How does Workmate save this time?

Workmate eliminates the back-and-forth entirely. Share your scheduling link, and invitees see your real availability across all calendars, book instantly, and receive automatic confirmations. For team scheduling, Workmate finds optimal times across multiple participants in seconds. No email tennis, no timezone confusion, no double-booking.

What if my numbers are different from the presets?

The calculator is fully customizable—adjust any input to match your organization. The three presets (Focused, Collaborative, Meeting-Intensive) describe common meeting cultures, not rigid categories. If you're a 50-person sales team with heavy external scheduling, your numbers might look closer to the Meeting-Intensive tier despite your size.

What about admin assistants who handle executive calendars?

The calculator includes a dedicated section for admin assistants. Research shows EAs spend ~13–15 hours per week (30–35% of their time) on calendar management. If you have admins who coordinate scheduling, include them in the "Number of admin assistants" field.

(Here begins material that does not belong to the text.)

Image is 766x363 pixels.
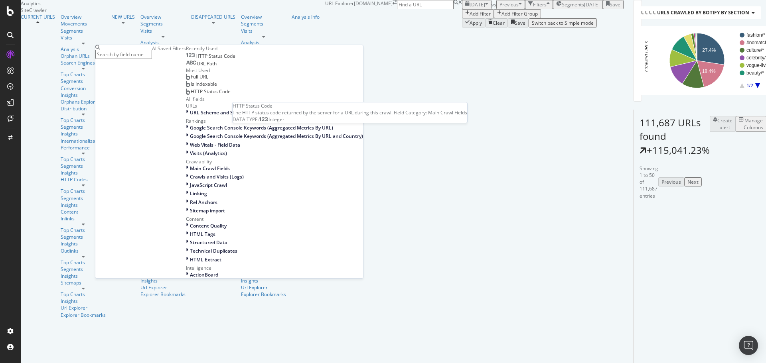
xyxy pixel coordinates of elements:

Do these savings really materialize?

Time saved from scheduling doesn't vanish—it converts to productive work. Sales teams book more meetings. Recruiters schedule more interviews. Managers spend more time coaching. Customer success handles more accounts. The ROI is real because scheduling time directly displaces revenue-generating or strategic activities.

How do I know which plan is right for us?

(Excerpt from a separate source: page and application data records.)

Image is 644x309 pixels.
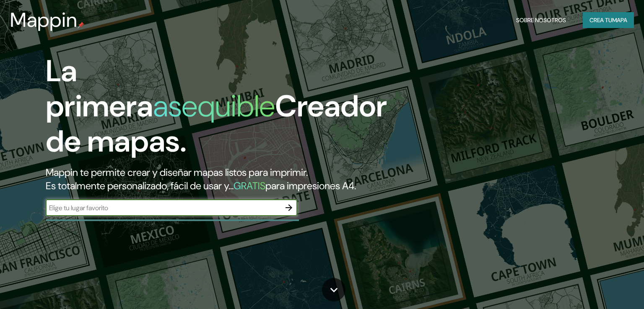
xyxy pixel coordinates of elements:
[590,16,612,24] font: Crea tu
[10,6,77,33] font: Mappin
[583,12,634,28] button: Crea tumapa
[234,179,265,192] font: GRATIS
[569,276,635,300] iframe: Help widget launcher
[46,179,234,192] font: Es totalmente personalizado, fácil de usar y...
[265,179,356,192] font: para impresiones A4.
[612,16,627,24] font: mapa
[153,87,275,126] font: asequible
[46,166,308,179] font: Mappin te permite crear y diseñar mapas listos para imprimir.
[516,16,566,24] font: Sobre nosotros
[46,51,153,126] font: La primera
[77,22,84,29] img: pin de mapeo
[46,87,387,161] font: Creador de mapas.
[46,203,280,213] input: Elige tu lugar favorito
[513,12,569,28] button: Sobre nosotros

The calculator recommends a plan based on your active scheduler count: Pro (1–5 schedulers), Premium (6–15), or Business (16+). Business pricing is company-wide rather than per-seat, which often makes more sense for larger organizations. Start a free trial to test with your team, or book a call to discuss custom pricing.

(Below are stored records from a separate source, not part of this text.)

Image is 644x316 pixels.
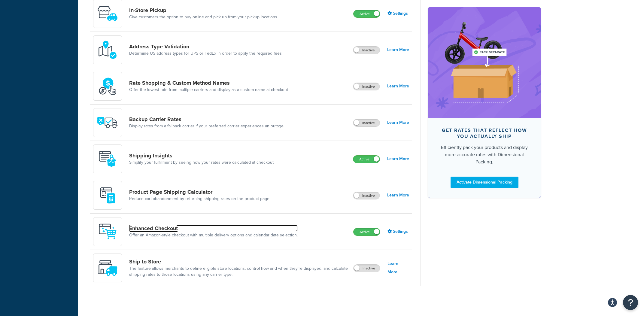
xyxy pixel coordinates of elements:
img: RgAAAABJRU5ErkJggg== [97,221,118,242]
a: Learn More [387,118,409,127]
img: icon-duo-feat-rate-shopping-ecdd8bed.png [97,76,118,97]
a: Activate Dimensional Packing [450,177,518,188]
a: Ship to Store [129,258,348,265]
a: Rate Shopping & Custom Method Names [129,80,288,86]
a: Offer an Amazon-style checkout with multiple delivery options and calendar date selection. [129,232,298,238]
img: +D8d0cXZM7VpdAAAAAElFTkSuQmCC [97,185,118,206]
a: Learn More [387,155,409,163]
img: icon-duo-feat-ship-to-store-7c4d6248.svg [97,257,118,279]
a: Determine US address types for UPS or FedEx in order to apply the required fees [129,50,282,57]
a: Enhanced Checkout [129,225,298,231]
a: Give customers the option to buy online and pick up from your pickup locations [129,14,277,20]
label: Inactive [353,83,380,90]
img: feature-image-dim-d40ad3071a2b3c8e08177464837368e35600d3c5e73b18a22c1e4bb210dc32ac.png [437,16,532,109]
a: Learn More [387,191,409,199]
label: Inactive [353,119,380,127]
a: Reduce cart abandonment by returning shipping rates on the product page [129,196,269,202]
a: Backup Carrier Rates [129,116,283,122]
a: Display rates from a fallback carrier if your preferred carrier experiences an outage [129,123,283,129]
a: The feature allows merchants to define eligible store locations, control how and when they’re dis... [129,266,348,278]
label: Active [353,156,380,163]
a: Product Page Shipping Calculator [129,189,269,195]
a: Learn More [387,46,409,54]
a: Learn More [387,82,409,90]
img: wfgcfpwTIucLEAAAAASUVORK5CYII= [97,3,118,24]
label: Active [353,228,380,236]
label: Inactive [353,192,380,199]
img: Acw9rhKYsOEjAAAAAElFTkSuQmCC [97,148,118,169]
a: Shipping Insights [129,152,274,159]
div: Get rates that reflect how you actually ship [438,127,531,139]
div: Efficiently pack your products and display more accurate rates with Dimensional Packing. [438,144,531,166]
a: Simplify your fulfillment by seeing how your rates were calculated at checkout [129,159,274,166]
a: Offer the lowest rate from multiple carriers and display as a custom name at checkout [129,87,288,93]
label: Inactive [353,47,380,54]
a: Settings [388,227,409,236]
a: Settings [388,9,409,18]
label: Inactive [353,265,380,272]
button: Open Resource Center [623,295,638,310]
img: icon-duo-feat-backup-carrier-4420b188.png [97,112,118,133]
a: Address Type Validation [129,43,282,50]
label: Active [353,10,380,17]
a: Learn More [388,259,409,276]
img: kIG8fy0lQAAAABJRU5ErkJggg== [97,40,118,60]
a: In-Store Pickup [129,7,277,13]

It's everything I wanted and more. Everything has freaking changed in my life for the better!

Clyde
 - 
Startup Founder

The most important benefit is the peace of mind that things are going to get scheduled and I didn't have to think about it.

Alex M.
 - 
Head of People

I never have to touch my mail or my calendar. You guys have done like a really good job.

R. Moynihan
 - 
Private Equity Principal

I added Jill from Workmate, and it has been a mind-blowingly positive productive experience. Meetings are coming in accurately and well-positioned on my calendar.

Stacey
 - 
Director of Operations

I don't have to think, it is just looping in Jill and it's on my calendar and I don't have to think, I can just go straight to the meeting when it's ready.

Danny
 - 
Startup Co-founder

Workmate just handles all of my scheduling... it's like it is autonomously going and like figuring stuff out, whereas with Calendly I have to think, okay, which link should I grab?

Joseph
 - 
Chief of Staff
Thank you! Your submission has been received!
Oops! Something went wrong while submitting the form.